Motorman Henry called my attention to Creative Loafing piece The Bumpy Ride to Light Rail in Tampa, which is a ride not quite over but I'm now guessing will be, in large part, come next November. It's the most pronounced press on light rail since the referendum's inclusion on the ballot passed. Another interesting article is St. Pete Times's Hillsborough County Rail Tax Faces Tougher Road than Funding for Buccaneers Stadium, which disturbingly notes that even rail's biggest cheerleaders (which might well be this site, right?) are worried the tax won't pass. Personally, maybe I was worried in pre-hearing thinking, but after reports of so many transit advocates showing up and outnumbering and outlasting transit foes, I've grown more confident.

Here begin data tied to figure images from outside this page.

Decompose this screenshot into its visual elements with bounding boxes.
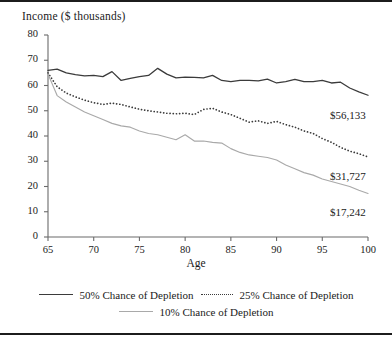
y-tick-label: 10 [16, 205, 38, 216]
legend-item-1-r1[interactable]: 50% Chance of Depletion [39, 289, 194, 301]
endpoint-label-series10: $17,242 [330, 206, 366, 218]
axes-group [44, 35, 368, 241]
endpoint-label-series25: $31,727 [330, 170, 366, 182]
y-tick-label: 40 [16, 129, 38, 140]
y-tick-label: 20 [16, 180, 38, 191]
legend-label: 25% Chance of Depletion [240, 289, 354, 301]
y-tick-label: 80 [16, 28, 38, 39]
x-tick-label: 75 [124, 244, 154, 255]
legend-row-secondary: 10% Chance of Depletion [0, 303, 392, 320]
x-axis-label: Age [0, 257, 392, 269]
y-tick-label: 30 [16, 154, 38, 165]
chart-legend: 50% Chance of Depletion25% Chance of Dep… [0, 286, 392, 320]
y-tick-label: 60 [16, 79, 38, 90]
x-tick-label: 100 [353, 244, 383, 255]
x-tick-label: 85 [216, 244, 246, 255]
legend-label: 10% Chance of Depletion [160, 306, 274, 318]
legend-swatch-icon [201, 294, 233, 295]
endpoint-label-series50: $56,133 [330, 109, 366, 121]
y-tick-label: 50 [16, 104, 38, 115]
legend-item-1-r2[interactable]: 10% Chance of Depletion [119, 306, 274, 318]
x-tick-label: 65 [33, 244, 63, 255]
legend-label: 50% Chance of Depletion [80, 289, 194, 301]
x-tick-label: 90 [262, 244, 292, 255]
legend-swatch-icon [39, 294, 73, 295]
series-group [48, 68, 368, 193]
chart-figure: Income ($ thousands) 01020304050607080 6… [0, 0, 392, 340]
x-tick-label: 95 [307, 244, 337, 255]
series-line-1 [48, 68, 368, 95]
y-tick-label: 70 [16, 53, 38, 64]
legend-swatch-icon [119, 311, 153, 312]
legend-item-2-r1[interactable]: 25% Chance of Depletion [201, 289, 354, 301]
series-line-3 [48, 74, 368, 193]
x-tick-label: 70 [79, 244, 109, 255]
x-tick-label: 80 [170, 244, 200, 255]
series-line-2 [48, 73, 368, 157]
legend-row-primary: 50% Chance of Depletion25% Chance of Dep… [0, 286, 392, 303]
y-tick-label: 0 [16, 230, 38, 241]
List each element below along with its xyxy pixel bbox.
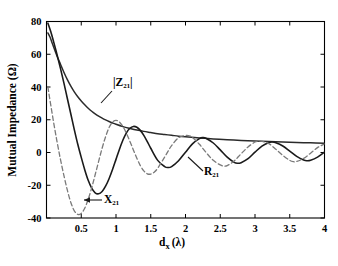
x-tick-label: 1.5 xyxy=(144,223,157,234)
r21-label: R₂₁ xyxy=(204,165,219,177)
y-tick-label: 80 xyxy=(31,16,42,27)
x21-label: X₂₁ xyxy=(104,193,119,205)
y-tick-label: 20 xyxy=(31,114,42,125)
x-tick-label: 3.5 xyxy=(283,223,296,234)
x-tick-label: 4 xyxy=(322,223,328,234)
x-tick-label: 2.5 xyxy=(214,223,227,234)
x-tick-label: 2 xyxy=(183,223,188,234)
mutual-impedance-chart: 0.511.522.533.54 -40-20020406080 |Z₂₁|R₂… xyxy=(0,0,338,266)
x-tick-label: 1 xyxy=(113,223,118,234)
x-axis-label-unit: (λ) xyxy=(172,236,185,249)
y-tick-label: -20 xyxy=(28,180,42,191)
y-tick-label: -40 xyxy=(28,213,42,224)
y-tick-label: 40 xyxy=(31,82,42,93)
y-tick-label: 60 xyxy=(31,49,42,60)
z21-label: |Z₂₁| xyxy=(113,76,133,89)
x-tick-label: 0.5 xyxy=(75,223,88,234)
y-tick-label: 0 xyxy=(36,147,41,158)
y-axis-label: Mutual Impedance (Ω) xyxy=(6,63,19,177)
x-tick-label: 3 xyxy=(252,223,257,234)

Plus, as is noted in the Trib's The Many Faces of Transit Backers, the winning side simply has more intelligence and muster behind it in terms of relevance. The cranks who stood up at the public hearing meeting and enjoyed such a sneering overtone to their position statements revealed the "kind" of people who typically oppose progress. Sneering, selfish, self-righteous, and even somewhat intellectual in that creepy kind of "don't jitter their worldview even a little lest they pull out a gun and start shooting wildly" kind of air.

Col. Frank Fitts, USMC
(Chris Cooper in American Beauty) - A Composite of the Anti-Transit Personality in HIllsborough County
In fact, you must remember this about the transit and rail issue in Hillsborough County to fully understand just how likely it is for this vote to pass after all. Bottom line, the movement is supported by the Tampa business community, the folks who stand to lose the most in terms of prosperity and job enrichment to the community at large if it doesn't; something business-smart local Republicans understand just as well. Anti-transit-anti-tax folks usually rant against government's decisions in these matters, but in this debate they have little to shoot at. The light rail question in Hillsborough is not a government-driven affair. It's one being pushed, and mightily so, by the smart financial types with business plans that anti-government people swear government should smartly regard themselves. These are the people who stand to lose or gain real dollars in decisions made by local politics, not people like some who spoke during the hearing, who only know the limits of their selfish economics.